One of the big health and wellness crazes sweeping the nation is hydration and vitamin IV therapy. It seems like everywhere you go a new IV therapy clinic is opening. Clinics are popping up in strip malls, medical complexes, and even main street storefronts. But do the treatments they offer really work?
If you’ve been looking for the skinny on hydration and vitamin IV therapy, this post is right up your alley. You will not learn everything there is to know by reading it, but you’ll at least understand the basics by the time you reach the end. So if you’re ready, let’s get started.
What It Is
Hydration and vitamin IV therapy is a therapy designed to flush the body with vitamins and minerals by way of a standard IV. If you don’t know what an IV is, it is a way of introducing medicines directly into the bloodstream by sending them through a tube inserted into a vein.
Lone Star Pain Medicine is a Weatherford, TX pain management clinic that includes hydration and vitamin IV therapy in its menu of services. They say that the therapy is based on something known as Myers’ cocktail.
Myers’ cocktail is the brainchild of late Baltimore physician John Myers, who believed vitamin infusions could be used effectively as a treatment for all sorts of medical conditions. Many of the conditions he attempted to treat with the cocktail were not improved by it. Still, the principle of enhancing human health through supplemental vitamins and minerals has merit.
What It Can Ostensibly Do
As you can imagine, hydration and vitamin IV therapy is highly controversial due to Myers’ history. Even today, many clinics advertising the therapy make some pretty wild claims about it. It is said that IV therapy can help with:
- weight loss
- nutritional deficiencies
- toxin and free radical cleansing
- cardiovascular health
- recovering from a hangover.
The most commonly cited benefits of the therapy are increased energy levels, reduced anxiety, and greater relaxation. Reputable clinics like Lone Star Pain Medicine suggest hydration and vitamin IV therapy might lead to better health simply by providing the body with an ample supply of the nutrients it might not otherwise be getting through a person’s normal diet.
Anecdotal Evidence Abounds
The medical community has worked hard to discredit Myers since his death in the 1980s, largely due to a lack of scientific evidence in support of his claims. Unfortunately, that happens far too often in modern medicine. If a new therapy or treatment is proposed without clinical evidence approved by the FDA, it is automatically dismissed as quackery.
It is true that there haven’t been a whole lot of clinical studies looking into whether hydration and vitamin IV therapy does everything Myers claimed it could. But the anecdotal evidence for some of it abounds. So many people who regularly receive the therapy claim to feel better. They report better overall health.
The claims about feeling better make sense based on what we know about how the body uses vitamins and minerals. For example, we know that vitamin C plays a role in fighting viral infections. We know that vitamin D and calcium both contribute to good bone health. So making sure the body has enough of the vitamins and minerals it needs should lead to better health.
Ultimately, every person needs to decide for themself whether hydration and vitamin IV therapy is a good choice. If nothing else, there is very little risk of being harmed by the therapy as long as it’s done by a trained practitioner.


**Activity:** Write out every record below exactly, so that nothing differs from what is shown.

**Input records:**
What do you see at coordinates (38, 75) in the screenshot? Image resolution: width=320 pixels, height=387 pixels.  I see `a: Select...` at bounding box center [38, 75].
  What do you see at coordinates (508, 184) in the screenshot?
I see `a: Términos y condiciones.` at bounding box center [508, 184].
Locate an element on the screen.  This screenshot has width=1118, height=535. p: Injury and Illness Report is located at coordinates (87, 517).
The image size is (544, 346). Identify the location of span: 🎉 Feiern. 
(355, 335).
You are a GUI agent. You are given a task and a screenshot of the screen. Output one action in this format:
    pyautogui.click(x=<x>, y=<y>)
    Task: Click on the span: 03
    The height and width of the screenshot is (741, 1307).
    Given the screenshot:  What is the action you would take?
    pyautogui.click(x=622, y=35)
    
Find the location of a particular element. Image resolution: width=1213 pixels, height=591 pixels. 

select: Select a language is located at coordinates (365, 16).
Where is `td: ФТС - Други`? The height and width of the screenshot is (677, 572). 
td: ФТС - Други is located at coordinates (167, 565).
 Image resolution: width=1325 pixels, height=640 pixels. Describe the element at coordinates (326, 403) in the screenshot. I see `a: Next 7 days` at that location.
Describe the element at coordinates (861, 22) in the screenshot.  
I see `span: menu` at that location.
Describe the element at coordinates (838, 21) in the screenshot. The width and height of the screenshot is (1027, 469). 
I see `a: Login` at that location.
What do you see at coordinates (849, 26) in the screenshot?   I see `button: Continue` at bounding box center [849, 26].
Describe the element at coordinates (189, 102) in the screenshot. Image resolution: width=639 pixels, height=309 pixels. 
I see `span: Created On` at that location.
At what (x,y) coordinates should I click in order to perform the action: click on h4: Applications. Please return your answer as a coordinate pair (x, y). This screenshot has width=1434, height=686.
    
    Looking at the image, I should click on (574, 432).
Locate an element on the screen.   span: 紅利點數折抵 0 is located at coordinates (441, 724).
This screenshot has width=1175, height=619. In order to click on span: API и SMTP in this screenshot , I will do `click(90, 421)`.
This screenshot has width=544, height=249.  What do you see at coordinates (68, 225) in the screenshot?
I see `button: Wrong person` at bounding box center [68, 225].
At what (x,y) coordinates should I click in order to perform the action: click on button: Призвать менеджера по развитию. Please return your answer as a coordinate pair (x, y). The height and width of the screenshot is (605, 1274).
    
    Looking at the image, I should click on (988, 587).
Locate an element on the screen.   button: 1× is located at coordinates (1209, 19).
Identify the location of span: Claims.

**Final answer:**
What do you see at coordinates (38, 75) in the screenshot? Image resolution: width=320 pixels, height=387 pixels.  I see `a: Select...` at bounding box center [38, 75].
  What do you see at coordinates (508, 184) in the screenshot?
I see `a: Términos y condiciones.` at bounding box center [508, 184].
Locate an element on the screen.  This screenshot has width=1118, height=535. p: Injury and Illness Report is located at coordinates (87, 517).
The image size is (544, 346). Identify the location of span: 🎉 Feiern. 
(355, 335).
You are a GUI agent. You are given a task and a screenshot of the screen. Output one action in this format:
    pyautogui.click(x=<x>, y=<y>)
    Task: Click on the span: 03
    The height and width of the screenshot is (741, 1307).
    Given the screenshot:  What is the action you would take?
    pyautogui.click(x=622, y=35)
    
Find the location of a particular element. Image resolution: width=1213 pixels, height=591 pixels. 

select: Select a language is located at coordinates (365, 16).
Where is `td: ФТС - Други`? The height and width of the screenshot is (677, 572). 
td: ФТС - Други is located at coordinates (167, 565).
 Image resolution: width=1325 pixels, height=640 pixels. Describe the element at coordinates (326, 403) in the screenshot. I see `a: Next 7 days` at that location.
Describe the element at coordinates (861, 22) in the screenshot.  
I see `span: menu` at that location.
Describe the element at coordinates (838, 21) in the screenshot. The width and height of the screenshot is (1027, 469). 
I see `a: Login` at that location.
What do you see at coordinates (849, 26) in the screenshot?   I see `button: Continue` at bounding box center [849, 26].
Describe the element at coordinates (189, 102) in the screenshot. Image resolution: width=639 pixels, height=309 pixels. 
I see `span: Created On` at that location.
At what (x,y) coordinates should I click in order to perform the action: click on h4: Applications. Please return your answer as a coordinate pair (x, y). This screenshot has width=1434, height=686.
    
    Looking at the image, I should click on (574, 432).
Locate an element on the screen.   span: 紅利點數折抵 0 is located at coordinates (441, 724).
This screenshot has width=1175, height=619. In order to click on span: API и SMTP in this screenshot , I will do `click(90, 421)`.
This screenshot has width=544, height=249.  What do you see at coordinates (68, 225) in the screenshot?
I see `button: Wrong person` at bounding box center [68, 225].
At what (x,y) coordinates should I click in order to perform the action: click on button: Призвать менеджера по развитию. Please return your answer as a coordinate pair (x, y). The height and width of the screenshot is (605, 1274).
    
    Looking at the image, I should click on (988, 587).
Locate an element on the screen.   button: 1× is located at coordinates (1209, 19).
Identify the location of span: Claims.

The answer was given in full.